When the Indian Ocean Tsunami struck in 2004, killing more than 200,000 people and affecting millions, Dennis B. McGilvray realized that one particularly hard-hit area was the eastern side of Sri Lanka, which he had studied for three decades.
McGilvray knew something many relief workers didnât: On the east coast of Sri Lanka, women, not men, are the primary homeowners. This reflects a matrilocal dowry tradition practiced by both Muslims and Hindus.
But when relief workers arrived and started building houses, most assumed that the âhead of the familyâ was a man. Newly built homes were deeded to men and construction materials for building homes were given to men.
Besides killing 35,000 Sri Lankans, displacing 500,000 islanders and devastating 70 percent of the coastline, the tsunami indirectly threatened to undermine a key component of the islandâs social structure.
McGilvray is an anthropology professor at the University of Colorado and an expert on the culture of Tamils, Muslims and Burghers of eastern Sri Lanka. With Michele R. Gamburd, an anthropologist at Portland State University who studies the southwestern coast of Sri Lanka, he launched a collaborative study of the tsunami recovery in the island nation.

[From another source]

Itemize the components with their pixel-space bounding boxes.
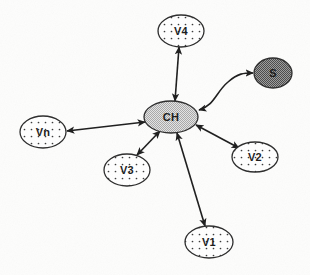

âWe knew that lots of people would come rushing in, but not many would know anything about the culture, families and religion,â McGilvray says. âWe wanted to make ourselves useful, by capitalizing on our accumulated knowledge.â
âWeâre not talking about saving lives or rescuing babies from the water. That was happening already.â But from the lens of anthropology and other disciplines, and with funding from the National Science Foundation, McGilvray and Gamburd amassed a team of scholars to assess the recovery.
The result of their efforts was âTsunami Recovery in Sri Lanka: Ethnic and Regional Dimensions,â a book edited by McGilvray and Gamburd.
âAlthough reasonable concerns were raised in the aftermath of the tsunami as to whether womenâs dowry assets and property rights would suffer permanent diminishment, or outright extinction, when relief agencies hastily placed reconstruction grants and property deeds in the hands of men, our research suggests that any post-tsunami reduction of womenâs domestic property rights will be temporary.âAs McGilvray notes, âItâs not a long-term problem. Even if the husband got the house, itâs going to go back to the daughter.â
Other aspects of tsunami recovery have been rockier. Many Sri Lankans live close to the beach, not for pleasure but because it is relatively affordable, and because many earn their living from fishing. After the tsunami, the government imposed a 65-meter buffer zone from the oceanâs edge; homes were not allowed to be rebuilt within the buffer.
As McGilvray notes, many people previously lived in this zone. âIf they canât go back to their original land, where will they go? Where do you put the houses?â
The government has enforced the buffer zone inconsistently, he says. Some people were told that they couldnât go back to the beach, while others could. âNot to allow people to go back means that all those dowry houses canât be reclaimed,â McGilvray notes.
The team also focused on the different rates of recovery on Sri Lankaâs eastern and western coasts. On the west, destroyed homes owned by the Sinhalese Buddhist majority were rebuilt much faster than were those on the east, which were owned by the ethnic minority Tamil Hindu, Muslim and Burgher population.
The team launched the project in part to answer a question: âDoes culture make a differenceâ in recovery results?
âWhat we ended up discovering was that politics trumps everything,â McGilvray says. âWho gets the aid first? Who gets more? It all gets influenced by politics first.â
Itâs now more than five years after the disaster, and âonly now are some of the tsunami houses being built. On the (western) side, houses were built within a year.â
Further, when houses were built in the eastern province, they were sometimes situated far inland, causing other concerns. For instance, McGilvray and Gamburd report, four relief agencies built a housing colony on the only vacant land said to be available, a dry and rocky site about two miles from the beach.The 440 new homes there are also far from the main road, public schools, temples, churches and markets. Water must be trucked in, and there is no apparent mode of livelihood, the authors note.
With such obstacles, some Tamils are forgoing the free but ill-planned homes and striving to rebuild their homes with their own limited resources closer to the beach and the pulse of the community. One concern driving this migration is the value of the matrilocal dowry, which might be diminished in a dry and isolated inland community.
âThe case studies clearly show that patronage politics and ethnic animosity affected the national and international humanitarian response to the tsunami in Sri Lanka,â the authors write. Civil war has wracked the nation for nearly three decades.
McGilvray and Gamburdâs team comprised five colleagues, including Patricia Lawrence, former CU professor of anthropology and instructor in the Program in Peace and Conflict Studies, and Randall Kuhn, formerly of CU-Boulderâs Institute of Behavioral Science and now an assistant professor and director of the Global Health Affairs Program at the University of Denver.
The disciplinary range included anthropology, demography, disaster studies and political science. The work was supported by a $125,000 grant from the NSFâs Human and Social Dynamics program.
âTsunami Recovery in Sri Lanka: Ethnic and Regional Dimensionsâ was published in March byÌę.